On Wednesday, Pablo Villavicencio thanked supporters after his release from immigration detention, saying he was happy to be back home in Hempstead with his family.

For the first time since federal immigration agents locked him up in June, Pablo Villavicencio looked across the breakfast table inside his Hempstead home on Wednesday morning and saw the warm, loving smiles of his wife and two children.

"Today, I feel very happy to be here again; back at home, with my wife, my daughters,” Villavicencio, 35, said, emerging later in the morning from his home to speak with a group of news reporters.

Less than 24 hours before, the pizza deliveryman from Ecuador sat in a federal immigration detention facility in New Jersey, his quiet life as a hardworking Long Island family man in the past. Uncertainty — about when he'd see his family again, about when he'd be deported to Ecuador -- was in the future.

A federal judge's decision Tuesday night in Manhattan temporarily suspended the deportation of Villavicencio, who federal officials said crossed the border illegally in 2008. His late-night release from an Immigration and Customs Enforcement Agency facility in Kearny, New Jersey followed. By early Wednesday morning, a bleary-eyed and emotional Villavicencio arrived back home to Hempstead.

Even with well-wishers and curious journalists competing for his time, he still found a few moments Wednesday to do what he could only dream about in detention — play with his daughters, Luciana 4, and Antonia 2.   

Luciana, like Antonia, born in the United States, said when her father came home, her tears dried up.

"Now I can play with him and I am very happy with him,” the little girl said in Spanish as she held her father's hand. 

Pablo Villavicencio's wife, Sandra Chica, in green dress, arrives at...

Pablo Villavicencio's wife, Sandra Chica, in green dress, arrives at federal court in Manhattan with her daughters, Luciana, left, and Antonia, for her husband's immigration hearing on Tuesday. Credit: Charles Eckert

The decision by U.S. District Judge Paul Crotty allows Villavicencio to stay in the U.S. while pursuing legal residency based on his marriage to his wife, Sandra Chica, an American citizen. It also reunited him with loved ones in Hempstead for the first time since early June when he was detained at Fort Hamilton in Brooklyn while delivering pizza. He was turned over to ICE officials who wanted him deported after saying he ignored an agreement to leave voluntarily in 2010.

In a statement Wednesday, ICE maintained "that lawful removal orders from federal immigration judges must be enforced, and Mr.
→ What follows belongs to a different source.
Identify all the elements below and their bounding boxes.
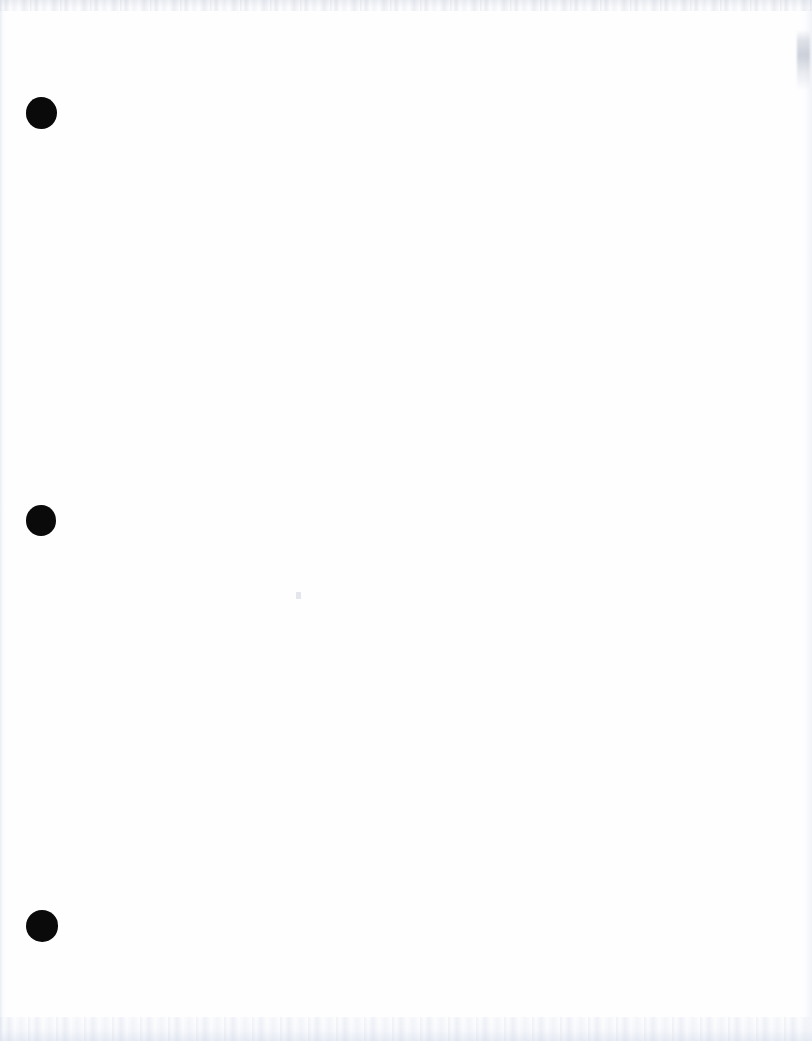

Villavicencio is still subject to a 2010 final order of removal. . . . It should be noted that Mr. Villavicencio chose to enter the United States illegally, which is a crime."

During the 53 days Villavicencio spent in the federal detention center, he said Wednesday, the first few were the toughest because he was unable to speak with his wife and daughters.

“I felt very bad, very sad,” he said in Spanish through an English translator. “I thought everything was going to end, that my dream of having my family always together, to remain together, I thought everything was going to end.”

Pablo Villavicencio returned home early Wednesday morning after a Manhattan federal judge ordered him released from immigration detention late Tuesday. Villavicencio's case became a cause célèbre among immigration activists after he was detained delivering a pizza at Fort Hamilton in Brooklyn in June. Credit: Howard Schnapp; Newsday / Chau Lam

Villavicencio said he spent the first three days in a cell with no windows. Next, he was transferred to another room that housed more than 50 people. Villavicencio, who described the facility as “unsanitary,” said he remained in that room for the duration of his detention. Five people in the cell with him told Villavicencio they were separated from their children at the U.S.-Mexico border. They shared their stories and showed him photos of their children, Villavicencio said.

After reuniting with his wife and children, Villavicencio said entered his home and prayed.

He wants to go back to work, Villavicencio said, but stepping outside brings fears that ICE agents will take him again.

“That’s the fear of going back to work,” he said. “To go out on the streets, it’s the fear that I have today.”